Bug: User-defined GUI does not display in full screen on Mac OSX

I have an experiment that requires a secondary GUI to input information after the inital “participant/session” GUI. I’m running this on a Mac OSX El Capitan (10.11.6). If I uncheck “full screen” in the settings, it displays fine. If it’s full screen, it’s clear that the gui is being displayed behind the window. A small example is below. By simply changing fullscr to True or False you can see that it won’t display. I haven’t had a chance to test on other platforms.

I suppose the alternative is to insert the GUI code before calling visual.Window in the coder view, but this is not ideal because this is a project I’m handing off to someone else, and I’m trying to build the whole thing in Builder. Perhaps there’s another workaround I’m not aware of?

Thanks!
Jason

Example:


# Setup the Window
#when fullscr = True, GUI doesn't show. Change to False and it will
win = visual.Window(
    size=(1440, 900), fullscr=True, screen=0,
    allowGUI=True, allowStencil=False,
    monitor=u'testMonitor', color=[0,0,0], colorSpace='rgb',
    blendMode='avg', useFBO=True)

trialClock = core.Clock()
t = 0
trialClock.reset()  # clock

while True:
    # get current time
    t = trialClock.getTime()
    
    #show gui after 500ms
    if t>.5:
        
        dlg2 = gui.Dlg(title='a second gui',screen=0)
        dlg2.addField('enter a number:',0,tip='just enter a number')
        ok_data = dlg2.show()
        if dlg2.OK:
            core.wait(.5)
            break
            
    # check for quit (the Esc key)
    if event.getKeys(keyList=["escape"]):
        core.quit()
    
    # refresh the screen
    win.flip()

win.close()
core.quit()

This isn’t a bug. A full-screen window by definition hogs the entire interface and prevents interaction with any other window. You will need to actively minimise your main window in order for the dialog to be visible and usable, and then activate it again afterwards.

Try reading the entirety of this thread, including the link in the last post from me:

1 Like

Ok that does make sense regarding the full screen.

Your solution (the one posted on stack overflow) suggested this:

win.fullscr=False
win.winHandle.minimize()
win.flip()

#do all the GUI stuff

win.winHandle.maximize()
win.winHandle.activate()
win.fullscr = True
win.flip()

and it almost works. The minimizing/maximizing works great. However, the win.fullscr = True/False line doesn’t seem to have an effect. The full screen mode that’s set in the experiment settings is what it will stay on. Any thoughts?

Thanks!

I think I answered my own question. After digging a little in the pyglet documentation (http://pyglet.readthedocs.io/en/pyglet-1.2-maintenance/programming_guide/windowing.html#fullscreen-windows) I found the function set_fullscreen. If I’m understanding correctly, win.winHandle is the actual pyglet window object, correct? So now I start with a fullscreen window, then do:

win.fullscr = False           #not sure if this is necessary
win.winHandle.set_fullscreen(False)
win.winHandle.minimize()
win.flip()

#do GUI stuff....

win.winHandle.maximize()
win.winHandle.activate()
win.fullscr=True
win.winHandle.set_fullscreen(True)
win.flip()

2 Likes

This works for me, but not when the Show mouse is set to false in the Experiment Settings. Maybe there’s a way to make he mouse hidden after the GUI stuff?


Lines holding the word "with" are the ones to copy from the data below.

(Recorded data begins)

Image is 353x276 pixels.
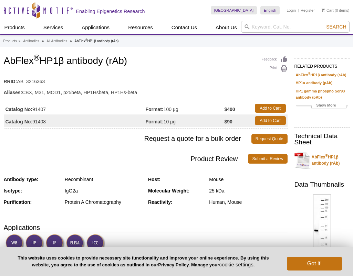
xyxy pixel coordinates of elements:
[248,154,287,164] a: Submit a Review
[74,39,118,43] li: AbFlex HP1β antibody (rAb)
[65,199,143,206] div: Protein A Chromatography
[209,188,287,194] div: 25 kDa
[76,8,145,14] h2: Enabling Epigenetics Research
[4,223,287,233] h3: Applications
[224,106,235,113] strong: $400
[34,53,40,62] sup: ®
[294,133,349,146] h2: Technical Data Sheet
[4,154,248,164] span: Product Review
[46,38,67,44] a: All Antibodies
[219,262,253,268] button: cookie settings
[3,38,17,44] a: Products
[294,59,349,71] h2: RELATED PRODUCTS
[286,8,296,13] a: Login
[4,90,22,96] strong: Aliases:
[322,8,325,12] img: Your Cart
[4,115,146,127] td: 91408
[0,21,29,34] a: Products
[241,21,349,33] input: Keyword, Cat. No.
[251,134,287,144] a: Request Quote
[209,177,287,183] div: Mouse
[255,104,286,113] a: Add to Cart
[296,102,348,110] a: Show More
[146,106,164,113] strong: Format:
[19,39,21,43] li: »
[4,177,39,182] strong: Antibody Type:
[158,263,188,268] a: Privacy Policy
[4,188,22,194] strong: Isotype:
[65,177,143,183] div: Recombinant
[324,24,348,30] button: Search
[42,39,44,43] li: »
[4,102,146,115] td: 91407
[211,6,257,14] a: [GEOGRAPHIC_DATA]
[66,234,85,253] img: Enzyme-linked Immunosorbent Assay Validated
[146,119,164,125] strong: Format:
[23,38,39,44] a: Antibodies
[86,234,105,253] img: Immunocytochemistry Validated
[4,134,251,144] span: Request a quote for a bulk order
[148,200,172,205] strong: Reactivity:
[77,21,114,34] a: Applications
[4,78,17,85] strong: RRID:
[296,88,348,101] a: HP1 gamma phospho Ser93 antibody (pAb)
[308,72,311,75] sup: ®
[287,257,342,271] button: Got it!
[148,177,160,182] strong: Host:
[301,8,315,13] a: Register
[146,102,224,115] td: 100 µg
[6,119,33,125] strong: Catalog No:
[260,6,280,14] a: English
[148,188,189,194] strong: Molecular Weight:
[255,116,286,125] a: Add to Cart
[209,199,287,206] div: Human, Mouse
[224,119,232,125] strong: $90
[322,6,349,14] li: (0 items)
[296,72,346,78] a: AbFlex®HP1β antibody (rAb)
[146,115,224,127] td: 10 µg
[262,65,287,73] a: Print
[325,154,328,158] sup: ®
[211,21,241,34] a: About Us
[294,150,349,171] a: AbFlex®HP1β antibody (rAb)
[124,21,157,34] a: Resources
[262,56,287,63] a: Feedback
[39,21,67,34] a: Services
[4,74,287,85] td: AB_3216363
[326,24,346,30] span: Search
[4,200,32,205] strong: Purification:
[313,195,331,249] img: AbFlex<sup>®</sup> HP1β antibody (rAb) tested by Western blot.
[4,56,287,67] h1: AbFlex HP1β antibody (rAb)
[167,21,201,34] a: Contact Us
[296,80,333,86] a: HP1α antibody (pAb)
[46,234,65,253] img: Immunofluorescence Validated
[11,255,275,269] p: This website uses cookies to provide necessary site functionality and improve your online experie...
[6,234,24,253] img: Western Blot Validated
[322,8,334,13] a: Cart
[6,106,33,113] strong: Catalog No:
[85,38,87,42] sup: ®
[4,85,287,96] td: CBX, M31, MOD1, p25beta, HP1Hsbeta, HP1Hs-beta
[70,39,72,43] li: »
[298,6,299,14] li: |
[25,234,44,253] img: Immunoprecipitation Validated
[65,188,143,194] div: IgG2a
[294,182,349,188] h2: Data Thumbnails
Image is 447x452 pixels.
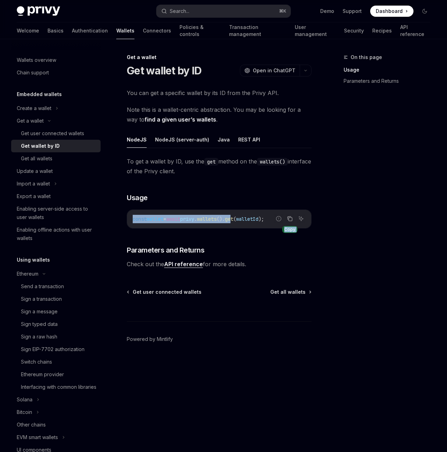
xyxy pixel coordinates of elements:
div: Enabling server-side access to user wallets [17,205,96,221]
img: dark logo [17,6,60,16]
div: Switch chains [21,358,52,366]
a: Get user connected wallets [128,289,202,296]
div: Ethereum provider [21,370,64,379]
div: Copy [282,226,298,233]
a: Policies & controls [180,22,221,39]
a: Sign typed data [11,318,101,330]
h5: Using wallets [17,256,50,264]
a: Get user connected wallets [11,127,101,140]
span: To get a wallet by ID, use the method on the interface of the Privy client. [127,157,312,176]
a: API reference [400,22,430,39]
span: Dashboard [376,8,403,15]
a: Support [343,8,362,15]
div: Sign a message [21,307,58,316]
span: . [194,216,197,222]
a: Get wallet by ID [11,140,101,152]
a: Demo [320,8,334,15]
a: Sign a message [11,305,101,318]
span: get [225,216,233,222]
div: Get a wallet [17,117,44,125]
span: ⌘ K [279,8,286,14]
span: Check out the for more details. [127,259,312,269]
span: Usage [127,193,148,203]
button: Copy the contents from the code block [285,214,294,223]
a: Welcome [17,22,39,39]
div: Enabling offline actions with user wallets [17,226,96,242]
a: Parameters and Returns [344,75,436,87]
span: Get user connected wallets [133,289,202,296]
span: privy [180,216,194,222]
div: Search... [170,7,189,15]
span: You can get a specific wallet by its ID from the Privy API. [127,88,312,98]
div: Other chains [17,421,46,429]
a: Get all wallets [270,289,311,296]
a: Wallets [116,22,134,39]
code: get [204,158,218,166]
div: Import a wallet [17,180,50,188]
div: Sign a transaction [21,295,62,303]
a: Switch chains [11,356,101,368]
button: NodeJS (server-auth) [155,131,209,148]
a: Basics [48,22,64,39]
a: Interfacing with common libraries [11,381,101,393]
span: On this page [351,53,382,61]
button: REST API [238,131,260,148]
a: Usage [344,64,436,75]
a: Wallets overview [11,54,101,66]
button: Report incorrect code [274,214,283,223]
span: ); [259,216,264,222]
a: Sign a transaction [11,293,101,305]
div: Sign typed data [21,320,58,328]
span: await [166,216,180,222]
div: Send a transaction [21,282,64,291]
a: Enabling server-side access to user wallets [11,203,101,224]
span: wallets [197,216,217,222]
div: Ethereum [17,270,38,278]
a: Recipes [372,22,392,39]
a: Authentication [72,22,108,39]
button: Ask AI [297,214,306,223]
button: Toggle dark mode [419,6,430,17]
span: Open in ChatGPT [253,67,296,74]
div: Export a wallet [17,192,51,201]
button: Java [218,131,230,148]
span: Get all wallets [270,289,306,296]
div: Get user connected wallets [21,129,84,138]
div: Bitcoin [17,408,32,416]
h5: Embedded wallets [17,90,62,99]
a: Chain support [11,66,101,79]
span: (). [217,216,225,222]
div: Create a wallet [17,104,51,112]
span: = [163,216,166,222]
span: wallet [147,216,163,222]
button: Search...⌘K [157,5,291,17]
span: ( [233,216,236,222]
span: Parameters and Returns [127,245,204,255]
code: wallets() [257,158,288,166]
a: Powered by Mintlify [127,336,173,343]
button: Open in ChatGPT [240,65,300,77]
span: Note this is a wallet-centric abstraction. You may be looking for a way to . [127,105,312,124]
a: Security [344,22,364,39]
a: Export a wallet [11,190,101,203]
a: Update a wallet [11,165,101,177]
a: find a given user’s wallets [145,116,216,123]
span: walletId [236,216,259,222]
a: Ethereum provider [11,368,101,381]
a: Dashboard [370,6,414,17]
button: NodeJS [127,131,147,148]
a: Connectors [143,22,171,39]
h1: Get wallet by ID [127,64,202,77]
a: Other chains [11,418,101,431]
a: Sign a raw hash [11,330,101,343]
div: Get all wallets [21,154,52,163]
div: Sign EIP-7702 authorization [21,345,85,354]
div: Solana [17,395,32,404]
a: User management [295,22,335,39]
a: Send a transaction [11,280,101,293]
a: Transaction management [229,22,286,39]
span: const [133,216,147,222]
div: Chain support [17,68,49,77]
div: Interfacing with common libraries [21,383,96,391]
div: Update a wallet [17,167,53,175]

(Recorded data ends)

◆ Task response
div: Enabling offline actions with user wallets [17,226,96,242]
a: Interfacing with common libraries [11,381,101,393]
div: Interfacing with common libraries [21,383,96,391]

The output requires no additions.